Let me start this review by saying Braveheart isn’t the Braveheart you might be expecting. This has nothing to do with William Wallace or Mel Gibson in any way. Why it was called Braveheart is beyond me. It doesn’t feel like it was designed to cash in on some sudden trend of Scottish historical games, so I think the name was chosen by the developers for some other reason that has yet to be revealed.

I didn’t really have any expectations on this one, as I tried it out for this review without knowing anything about the game, but once I started playing the game, it kind of felt…odd. I found myself wanting to play it more, but I wasn’t interested enough to bother continuing. It’s like if you want a pizza, and you could have a pizza, but you just aren’t hungry or energetic enough to make the pizza. That is Braveheart in a nutshell, but let’s take a deeper look.

Braveheart finds you playing as Richard, a brutish manly man sent off to find the Holy MacGuffin Holy Grail. His claim to fame is he uses a flail and various other similar medieval weaponry to spin a violent and bloody path through enemies throughout the game. There is the plot folks, and really it isn’t that important. We are here to spin in circles and make a gruesome mess of all that oppose us.

The game wastes no time in getting down to the wonton violence that you paid for, and it does it pretty well, at least visually. The graphics are very well done, the menus clearly touch friendly and designed from the ground up for your iDevice. In game, Braveheart is played from a slightly tilted top-down perspective similar to games like Diablo, and enemies come at you from all directions, often just wandering right into your whirling death trap without regard for their own well-being. The framerate remains stable through hordes of enemies attacking you, which is something not seen too often on iOS games.

This action sounds all well and good, except for when the controls get in the way. You have to constantly be drawing circles on the screen to keep Richard spinning his vortex of death, as well as swiping or tapping to move. When it comes time to use ranged weapons, the two-finger aiming/shooting mechanics are simply uncomfortable for most 5-fingered humanoids. As you kill waves of enemies, you gain levels which give you points to improve Richard’s stats making him even more deadly than his drunken self was before. You also gain gold throughout the game which can be used for new weapons and power ups. The RPG-lite mechanics are a lot of fun and keep this game from becoming intolerable. Unfortunately while the weapons are all explained adequately, the perks and stats are barely touched on and you find yourself wasting points as you level up trying to find out what stats are worthwhile.

Now when I am trying to decide what to play on my iPod, I find myself at a crossroads.
I look at the Braveheart icon, become tempted to play and think it through;

One one hand, I love the simplicity of the game’s combat, which works pretty well when it works, and I enjoy the RPG elements used to keep the game fresh.

On the other hand, the game is incredibly repetitive, each level throwing a minimal variety of enemies at you, which you smash through with very little difficulty, and do I really want to draw lots of circles on my iPod right now?

What I realized I was doing is playing in 5 to 10 minute bursts at random times, and enjoying those bursts but never feeling like I wanted to play it in a marathon session, or pushing forward to make progress in the game. The thing is I wanted to be addicted to it, that is the odd feeling I referred to at the opening of the review.

I want to want to play.

Maybe I feel that the game has more to offer that I haven’t discovered, or I will suddenly fall in love with the Richard character and sing songs about his contributions to global population control throughout the land. Neither have happened in multiple hours of the game, and that makes it hard to recommend Braveheart as a must-buy.

In Conclusion

Braveheart does have Game Center integration, which is definitely a plus, and thankfully there is a lite version which will help you decide if this is the game for you. Most people will decide in minutes whether they love or hate the constant spinning mechanics, so by all means, try the lite version if you are into action RPGs or looking for something with unusual mechanics.

The game could be better, and that is kind of frustrating to me. Seeing the potential that Braveheart has, but not ever reaching that point of either hardcore gaming or casual play, it sits in a limbo that I feel prevents Braveheart from becoming one of the shining examples of gaming on the iOS.

* This review is of the iPhone release only, but the iPad release should play similarly.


## Assignment
Find the line that contains "Itemize the components"; please output it and each line after it, exactly as shown, up to the end of the entries below, skipping pictures.

Excerpts from a dataset:
=-=-=-=-=

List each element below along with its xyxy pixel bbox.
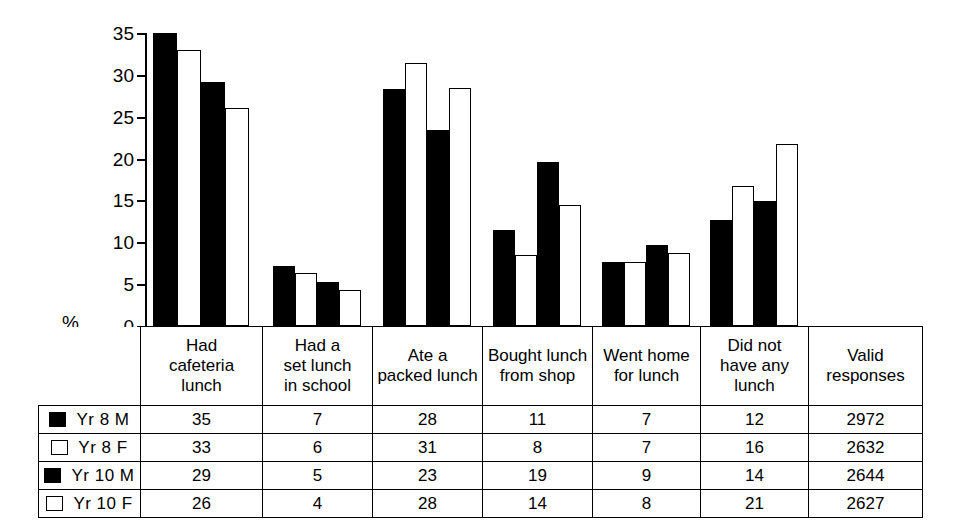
column-header-line: lunch	[143, 376, 260, 396]
bar-yr-8-f	[515, 255, 537, 326]
column-header: Ate apacked lunch	[373, 327, 483, 406]
table-cell-value: 2632	[809, 434, 923, 462]
bar-yr-8-m	[383, 89, 405, 326]
legend-swatch-solid-icon	[49, 412, 66, 427]
legend-series-label: Yr 8 F	[78, 438, 127, 458]
bar-yr-10-f	[776, 144, 798, 326]
table-row: Yr 10 M29523199142644	[39, 462, 923, 490]
bar-group	[140, 33, 262, 326]
legend-cell: Yr 10 M	[39, 462, 141, 490]
table-cell-value: 35	[141, 406, 263, 434]
column-header: Bought lunchfrom shop	[483, 327, 593, 406]
legend-swatch-hollow-icon	[46, 496, 63, 511]
table-cell-value: 9	[593, 462, 701, 490]
bar-yr-8-m	[602, 262, 624, 326]
table-cell-value: 5	[263, 462, 373, 490]
bar-group	[592, 33, 700, 326]
table-cell-value: 28	[373, 490, 483, 518]
legend-swatch-hollow-icon	[51, 440, 68, 455]
bar-yr-8-f	[732, 186, 754, 326]
table-row: Yr 10 F26428148212627	[39, 490, 923, 518]
column-header-line: packed lunch	[375, 366, 480, 386]
table-cell-value: 21	[701, 490, 809, 518]
legend-series-label: Yr 10 F	[73, 494, 132, 514]
table-cell-value: 11	[483, 406, 593, 434]
legend-series-label: Yr 10 M	[71, 466, 134, 486]
legend-cell: Yr 10 F	[39, 490, 141, 518]
column-header-line: lunch	[703, 376, 806, 396]
table-cell-value: 31	[373, 434, 483, 462]
table-cell-value: 7	[263, 406, 373, 434]
bar-yr-8-f	[177, 50, 201, 326]
bar-yr-10-f	[668, 253, 690, 326]
bar-yr-8-f	[295, 273, 317, 326]
y-tick-label-25: 25	[113, 107, 134, 126]
bar-group	[372, 33, 482, 326]
table-row: Yr 8 F3363187162632	[39, 434, 923, 462]
bar-yr-10-m	[201, 82, 225, 326]
column-header-line: set lunch	[265, 356, 370, 376]
column-header-line: in school	[265, 376, 370, 396]
bar-yr-10-f	[225, 108, 249, 326]
bar-yr-8-m	[493, 230, 515, 326]
column-header-line: have any	[703, 356, 806, 376]
bar-group	[482, 33, 592, 326]
legend-series-label: Yr 8 M	[76, 410, 129, 430]
legend-cell: Yr 8 F	[39, 434, 141, 462]
column-header: Validresponses	[809, 327, 923, 406]
column-header-line: from shop	[485, 366, 590, 386]
column-header-line: Valid	[811, 346, 920, 366]
bar-yr-10-f	[339, 290, 361, 326]
column-header-line: Did not	[703, 336, 806, 356]
table-cell-value: 33	[141, 434, 263, 462]
bar-yr-8-f	[624, 262, 646, 326]
column-header-line: Ate a	[375, 346, 480, 366]
chart-page: % 35302520151050 HadcafeterialunchHad as…	[0, 0, 964, 525]
table-cell-value: 2644	[809, 462, 923, 490]
y-tick-label-15: 15	[113, 191, 134, 210]
column-header-line: Bought lunch	[485, 346, 590, 366]
bar-yr-10-f	[449, 88, 471, 326]
table-cell-value: 8	[483, 434, 593, 462]
column-header-line: for lunch	[595, 366, 698, 386]
bar-yr-8-m	[153, 33, 177, 326]
column-header: Did nothave anylunch	[701, 327, 809, 406]
column-header-line: cafeteria	[143, 356, 260, 376]
table-cell-value: 2972	[809, 406, 923, 434]
table-cell-value: 4	[263, 490, 373, 518]
table-row: Yr 8 M35728117122972	[39, 406, 923, 434]
bars-plot-area	[147, 33, 957, 326]
table-cell-value: 29	[141, 462, 263, 490]
table-cell-value: 6	[263, 434, 373, 462]
bar-yr-8-m	[710, 220, 732, 326]
data-table-wrap: HadcafeterialunchHad aset lunchin school…	[38, 326, 922, 518]
table-cell-value: 8	[593, 490, 701, 518]
bar-yr-10-m	[646, 245, 668, 326]
table-cell-value: 7	[593, 434, 701, 462]
column-header-line: responses	[811, 366, 920, 386]
bar-yr-8-f	[405, 63, 427, 326]
y-tick-label-35: 35	[113, 24, 134, 43]
table-cell-value: 7	[593, 406, 701, 434]
table-header-row: HadcafeterialunchHad aset lunchin school…	[39, 327, 923, 406]
column-header-line: Had a	[265, 336, 370, 356]
bar-yr-10-m	[754, 201, 776, 326]
column-header-line: Went home	[595, 346, 698, 366]
y-tick-label-30: 30	[113, 65, 134, 84]
table-cell-value: 14	[483, 490, 593, 518]
bar-yr-10-m	[427, 130, 449, 326]
y-tick-label-10: 10	[113, 233, 134, 252]
legend-column-spacer	[39, 327, 141, 406]
data-table: HadcafeterialunchHad aset lunchin school…	[38, 326, 923, 518]
table-cell-value: 12	[701, 406, 809, 434]
table-cell-value: 14	[701, 462, 809, 490]
table-cell-value: 2627	[809, 490, 923, 518]
column-header: Hadcafeterialunch	[141, 327, 263, 406]
y-axis-tick-labels: 35302520151050	[98, 0, 134, 330]
bar-yr-10-m	[317, 282, 339, 326]
table-cell-value: 26	[141, 490, 263, 518]
y-tick-label-20: 20	[113, 149, 134, 168]
y-tick-label-5: 5	[123, 275, 134, 294]
bar-group	[700, 33, 808, 326]
column-header: Went homefor lunch	[593, 327, 701, 406]
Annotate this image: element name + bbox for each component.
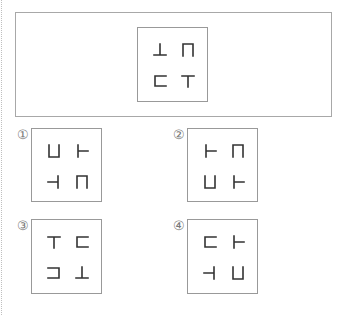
cropped-question-text [30, 0, 270, 2]
T-pointing-left-icon [202, 265, 218, 281]
option-label: ④ [172, 219, 186, 233]
bracket-open-right-icon [202, 234, 218, 250]
cup-open-top-icon [230, 265, 246, 281]
T-pointing-right-icon [74, 143, 90, 159]
arch-open-bottom-icon [230, 143, 246, 159]
T-pointing-right-icon [230, 174, 246, 190]
T-pointing-left-icon [46, 174, 62, 190]
cup-open-top-icon [202, 174, 218, 190]
bracket-open-left-icon [46, 265, 62, 281]
option-2-figure[interactable] [187, 128, 258, 202]
inverted-T-icon [152, 42, 168, 58]
option-label: ① [16, 128, 30, 142]
T-icon [180, 73, 196, 89]
T-icon [46, 234, 62, 250]
T-pointing-right-icon [202, 143, 218, 159]
option-4-figure[interactable] [187, 219, 258, 294]
inverted-T-icon [74, 265, 90, 281]
option-label: ③ [16, 219, 30, 233]
option-3-figure[interactable] [31, 219, 102, 294]
option-1-figure[interactable] [31, 128, 102, 202]
T-pointing-right-icon [230, 234, 246, 250]
reference-figure [137, 27, 208, 102]
bracket-open-right-icon [74, 234, 90, 250]
option-label: ② [172, 128, 186, 142]
bracket-open-right-icon [152, 73, 168, 89]
cup-open-top-icon [46, 143, 62, 159]
arch-open-bottom-icon [180, 42, 196, 58]
page-margin-dotted-line [1, 0, 2, 315]
arch-open-bottom-icon [74, 174, 90, 190]
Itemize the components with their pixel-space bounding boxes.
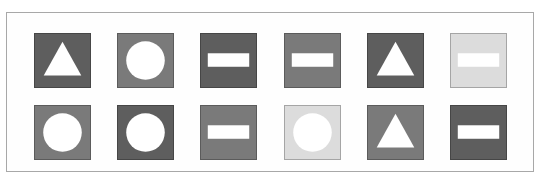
triangle-icon [368, 106, 423, 159]
triangle-icon [35, 34, 90, 87]
tile-circle [117, 105, 174, 160]
triangle-icon [368, 34, 423, 87]
tile-rectangle [200, 105, 257, 160]
circle-icon [118, 34, 173, 87]
tile-rectangle [200, 33, 257, 88]
tile-triangle [367, 33, 424, 88]
circle-icon [285, 106, 340, 159]
rectangle-icon [451, 106, 506, 159]
rectangle-icon [201, 34, 256, 87]
rectangle-icon [201, 106, 256, 159]
circle-icon [35, 106, 90, 159]
tile-circle [117, 33, 174, 88]
tile-circle [34, 105, 91, 160]
rectangle-icon [285, 34, 340, 87]
rectangle-icon [451, 34, 506, 87]
tile-rectangle [450, 33, 507, 88]
tile-circle [284, 105, 341, 160]
tile-rectangle [450, 105, 507, 160]
tile-triangle [34, 33, 91, 88]
tile-rectangle [284, 33, 341, 88]
circle-icon [118, 106, 173, 159]
tile-triangle [367, 105, 424, 160]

=-=-=-=-=

## Expected answer
Itemize the components with their pixel-space bounding boxes.
triangle-icon [368, 106, 423, 159]
triangle-icon [35, 34, 90, 87]
tile-circle [117, 105, 174, 160]
triangle-icon [368, 34, 423, 87]
tile-rectangle [200, 105, 257, 160]
circle-icon [118, 34, 173, 87]
tile-rectangle [200, 33, 257, 88]
tile-triangle [367, 33, 424, 88]
circle-icon [285, 106, 340, 159]
rectangle-icon [451, 106, 506, 159]
rectangle-icon [201, 34, 256, 87]
rectangle-icon [201, 106, 256, 159]
circle-icon [35, 106, 90, 159]
tile-circle [117, 33, 174, 88]
tile-circle [34, 105, 91, 160]
rectangle-icon [285, 34, 340, 87]
rectangle-icon [451, 34, 506, 87]
tile-rectangle [450, 33, 507, 88]
tile-circle [284, 105, 341, 160]
tile-rectangle [450, 105, 507, 160]
tile-triangle [34, 33, 91, 88]
tile-rectangle [284, 33, 341, 88]
circle-icon [118, 106, 173, 159]
tile-triangle [367, 105, 424, 160]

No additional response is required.